Validation & enforcement checklist (what the API must do)
- Verify signature (RS256/ES256 via JWKS; HS256 via secret).
- Check
exp/nbf(expiry/not-before). - Check
iss&aud(right issuer & audience). - Read
orgIdfrom token (claim), never from request payload. - (Optional) Match URL org:
:orgIdin path must equal JWTorgId. - Enforce RLS in DB using the JWT
orgId. - Use
jtito support revocation lists/allow-lists when needed.

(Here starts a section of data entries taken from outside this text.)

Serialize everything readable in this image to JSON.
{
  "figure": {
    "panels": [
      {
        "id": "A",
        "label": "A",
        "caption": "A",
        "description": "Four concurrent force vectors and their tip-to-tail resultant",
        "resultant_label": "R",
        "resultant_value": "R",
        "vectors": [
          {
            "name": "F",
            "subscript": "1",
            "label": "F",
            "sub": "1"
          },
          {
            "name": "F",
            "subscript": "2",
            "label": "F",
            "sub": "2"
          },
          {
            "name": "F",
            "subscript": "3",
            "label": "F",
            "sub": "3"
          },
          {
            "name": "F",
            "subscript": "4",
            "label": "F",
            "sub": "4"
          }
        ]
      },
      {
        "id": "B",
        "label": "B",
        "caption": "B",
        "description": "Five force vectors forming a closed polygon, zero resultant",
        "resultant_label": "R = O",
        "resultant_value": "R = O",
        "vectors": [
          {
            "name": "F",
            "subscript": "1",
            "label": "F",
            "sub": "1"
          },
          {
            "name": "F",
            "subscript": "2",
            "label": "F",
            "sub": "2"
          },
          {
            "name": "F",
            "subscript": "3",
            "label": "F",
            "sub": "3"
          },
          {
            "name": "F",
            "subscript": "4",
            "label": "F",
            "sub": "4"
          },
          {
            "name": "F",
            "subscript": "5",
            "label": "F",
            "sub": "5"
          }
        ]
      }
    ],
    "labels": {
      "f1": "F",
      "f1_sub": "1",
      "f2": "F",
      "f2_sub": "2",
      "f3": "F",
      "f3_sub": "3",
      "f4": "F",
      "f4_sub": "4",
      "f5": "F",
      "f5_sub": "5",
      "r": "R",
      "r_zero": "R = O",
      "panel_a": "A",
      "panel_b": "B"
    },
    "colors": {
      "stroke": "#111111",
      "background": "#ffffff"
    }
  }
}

Quick answers to your implied questions
-
How is JWT generated? By signing JSON claims (with
orgId,sub, etc.) using either a private key (RS256/ES256) or a shared secret (HS256). -
Can
orgIdmake the token unique? Not by itself. Usejtifor uniqueness; useorgIdfor tenant scoping. -
How to ensure tokens can’t be reused across orgs? Include
orgIdin claims and enforce it in the API; optionally use per-org keys/secrets so a token for Org A can’t even verify under Org B.